Saturday, January 01, 2005

Welcoming New Year's Day at Ageha Nightclub

I had the most fascinating nightclubbing experience and the most memorable experience of welcoming a new year.

Although I was staying in Japan now, I didn't follow the Japanese traditional way of seeing an old year out and a new one in, like visiting a temple or a shrine to do hatsumode (the first - and usually the only - worship in a year) at midnight or watching Kohaku Uta Gassen on TV (a long-lasting TV programme on the evening of New Year's Eve where popular singers, divided by sex - male singers form the "white" group and female divas the "red" group - compete with each other). I spent New Year's Eve night and New Year's Day morning at a super-nightclub called Ageha in Shinkiba, one of the bay areas of Tokyo.

There were as many as five dancefloors, each of them featured a different style of music: house, techno, hard house, hip hop, and reggae. Every single one was impressive. If I go into detail, I have a couple of complaints (for instance, why wasn't there a drum & bass floor?). But no single dancefloor made me lose interest in dancing because of, say, poor sound quality, or poorly skilled DJs. This is amazing: especially considering I don't usually appreciate house, techno, and hard house. Actually, the best one was techno. DJ Tasaka made the crowd keep on dancing for ever. I didn't like the idea that one nightclub features a wide variety of styles of music. But it actually worked in this place. It continuously refreshed my interest in dancing whenever I changed the dancefloor.

What's more, it wasn't only about music. This nightclub overturns the idea that nightclubs are dim, scruffy, cramped, and unstylish (in terms of decor in detail). It's quite spacious, high-ceiling, neat, bright (except dancefloors, of course), and stylish (speaker boxes have unusual shapes, for example).

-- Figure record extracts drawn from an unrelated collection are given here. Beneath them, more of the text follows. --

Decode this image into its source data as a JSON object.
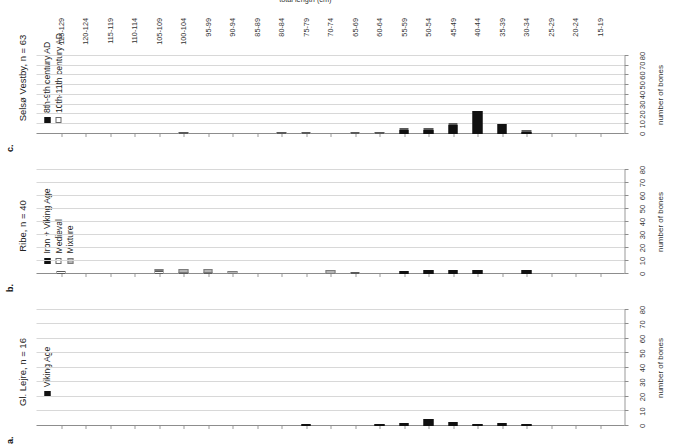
{
  "figure": {
    "x_axis_title": "number of bones",
    "category_axis_title": "total length (cm)",
    "categories": [
      "15-19",
      "20-24",
      "25-29",
      "30-34",
      "35-39",
      "40-44",
      "45-49",
      "50-54",
      "55-59",
      "60-64",
      "65-69",
      "70-74",
      "75-79",
      "80-84",
      "85-89",
      "90-94",
      "95-99",
      "100-104",
      "105-109",
      "110-114",
      "115-119",
      "120-124",
      "125-129"
    ],
    "x_ticks": [
      "0",
      "10",
      "20",
      "30",
      "40",
      "50",
      "60",
      "70",
      "80"
    ],
    "x_min": 0,
    "x_max": 80,
    "colors": {
      "black": "#111111",
      "white": "#ffffff",
      "gray": "#b4b4b4",
      "gridline": "#d8d8d8",
      "axis": "#8d8d8d"
    }
  },
  "panels": [
    {
      "letter": "a.",
      "title": "Gl. Lejre, n = 16",
      "legend": [
        {
          "label": "Viking Age",
          "style": "black"
        }
      ]
    },
    {
      "letter": "b.",
      "title": "Ribe, n = 40",
      "legend": [
        {
          "label": "Iron + Viking Age",
          "style": "black"
        },
        {
          "label": "Medieval",
          "style": "white"
        },
        {
          "label": "Mixture",
          "style": "gray"
        }
      ]
    },
    {
      "letter": "c.",
      "title": "Selsø Vestby, n = 63",
      "legend": [
        {
          "label": "8th-9th century AD",
          "style": "black"
        },
        {
          "label": "10th-11th century AD",
          "style": "white"
        }
      ]
    }
  ],
  "chart_data": [
    {
      "type": "bar",
      "title": "Gl. Lejre, n = 16",
      "orientation": "horizontal",
      "xlabel": "number of bones",
      "ylabel": "total length (cm)",
      "xlim": [
        0,
        80
      ],
      "grid": true,
      "legend_position": "top-center",
      "categories": [
        "15-19",
        "20-24",
        "25-29",
        "30-34",
        "35-39",
        "40-44",
        "45-49",
        "50-54",
        "55-59",
        "60-64",
        "65-69",
        "70-74",
        "75-79",
        "80-84",
        "85-89",
        "90-94",
        "95-99",
        "100-104",
        "105-109",
        "110-114",
        "115-119",
        "120-124",
        "125-129"
      ],
      "series": [
        {
          "name": "Viking Age",
          "style": "black",
          "values": [
            0,
            0,
            0,
            1,
            2,
            1,
            3,
            5,
            2,
            1,
            0,
            0,
            1,
            0,
            0,
            0,
            0,
            0,
            0,
            0,
            0,
            0,
            0
          ]
        }
      ]
    },
    {
      "type": "bar",
      "title": "Ribe, n = 40",
      "orientation": "horizontal",
      "xlabel": "number of bones",
      "ylabel": "total length (cm)",
      "xlim": [
        0,
        80
      ],
      "grid": true,
      "legend_position": "top-center",
      "categories": [
        "15-19",
        "20-24",
        "25-29",
        "30-34",
        "35-39",
        "40-44",
        "45-49",
        "50-54",
        "55-59",
        "60-64",
        "65-69",
        "70-74",
        "75-79",
        "80-84",
        "85-89",
        "90-94",
        "95-99",
        "100-104",
        "105-109",
        "110-114",
        "115-119",
        "120-124",
        "125-129"
      ],
      "series": [
        {
          "name": "Iron + Viking Age",
          "style": "black",
          "values": [
            0,
            0,
            0,
            3,
            0,
            3,
            3,
            3,
            2,
            0,
            0,
            0,
            0,
            0,
            0,
            0,
            0,
            0,
            0,
            0,
            0,
            0,
            0
          ]
        },
        {
          "name": "Medieval",
          "style": "white",
          "values": [
            0,
            0,
            0,
            0,
            0,
            0,
            0,
            0,
            0,
            0,
            1,
            0,
            0,
            0,
            0,
            0,
            1,
            1,
            2,
            0,
            0,
            0,
            2
          ]
        },
        {
          "name": "Mixture",
          "style": "gray",
          "values": [
            0,
            0,
            0,
            0,
            0,
            0,
            0,
            0,
            0,
            0,
            0,
            3,
            0,
            0,
            0,
            2,
            3,
            3,
            2,
            0,
            0,
            0,
            0
          ]
        }
      ]
    },
    {
      "type": "bar",
      "title": "Selsø Vestby, n = 63",
      "orientation": "horizontal",
      "xlabel": "number of bones",
      "ylabel": "total length (cm)",
      "xlim": [
        0,
        80
      ],
      "grid": true,
      "legend_position": "top-center",
      "categories": [
        "15-19",
        "20-24",
        "25-29",
        "30-34",
        "35-39",
        "40-44",
        "45-49",
        "50-54",
        "55-59",
        "60-64",
        "65-69",
        "70-74",
        "75-79",
        "80-84",
        "85-89",
        "90-94",
        "95-99",
        "100-104",
        "105-109",
        "110-114",
        "115-119",
        "120-124",
        "125-129"
      ],
      "series": [
        {
          "name": "8th-9th century AD",
          "style": "black",
          "values": [
            0,
            0,
            0,
            2,
            10,
            24,
            9,
            4,
            4,
            0,
            0,
            0,
            0,
            0,
            0,
            0,
            0,
            0,
            0,
            0,
            0,
            0,
            0
          ]
        },
        {
          "name": "10th-11th century AD",
          "style": "white",
          "values": [
            0,
            0,
            0,
            1,
            0,
            0,
            1,
            2,
            2,
            1,
            1,
            0,
            1,
            2,
            0,
            0,
            0,
            1,
            0,
            0,
            0,
            0,
            0
          ]
        }
      ]
    }
  ]
}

Furthermore, there were quite a few extra entertainments: drug-queen-looking girls called Tokyo Kya-bunny performing naughty dancing on the bar counter tables while bartenders keep working as usual (I didn't like the dancing, but what I liked was it didn't interrupt the stream of passing time: usually when dancing starts in a nightclub, everything stops with all the attention of people forced to be paid to dancers, which I hate). Food stalls set up outside the building, selling jerk chicken, donar kebab, and Thai noodle as well as Japanese winter foods and drinks (so it was like an outdoor music festival in summer).

And last but not least, watching the first sunrise in 2005 while dancing to lounge music at the sides of an outdoor pool. (As the nightclub is located near Tokyo Bay, this was possible.) It's probably unique in Japan; the new year's first sunrise (called hatsuhinode in Japanese) is something special. Some people get up early and go out to see this every new year. This is seen as an happy event in Japan. But waiting for the sun to rise at an uninspiring place in a freezing winter morning while you're sleepy is not a pleasurable experience. However, with dancable music and cool environments, waiting time wasn't boring at all. In a way, this was a great combination of Japanese tradition (hatsuhinode) and Western influence (nightclubbing), which Japanese people have always been good at. The vibes were extremely happy for no reason. Plus, luckily, even if the most parts of the sky were overcast, clouds were cleared away just around the point in the horizon where the sun came up. When the sun finally showed up, everyone cheered. Beautiful.

That was the moment I felt I made the right decision to come back to Tokyo. It was the most enjoyable nightclubbing in my entire life. All the worry that I had has gone with year 2004. Very refreshing.

Big up all the Ageha crew who organised this ridiculously beautiful event. Also big shout goes to Kurosaki-san, Mizoguchi, Kimiko, and Reiko, who came with me. Without you guys, I probably wouldn't have enjoyed that much. Tokyo is a great place. It always energises my soul in an unexpected way.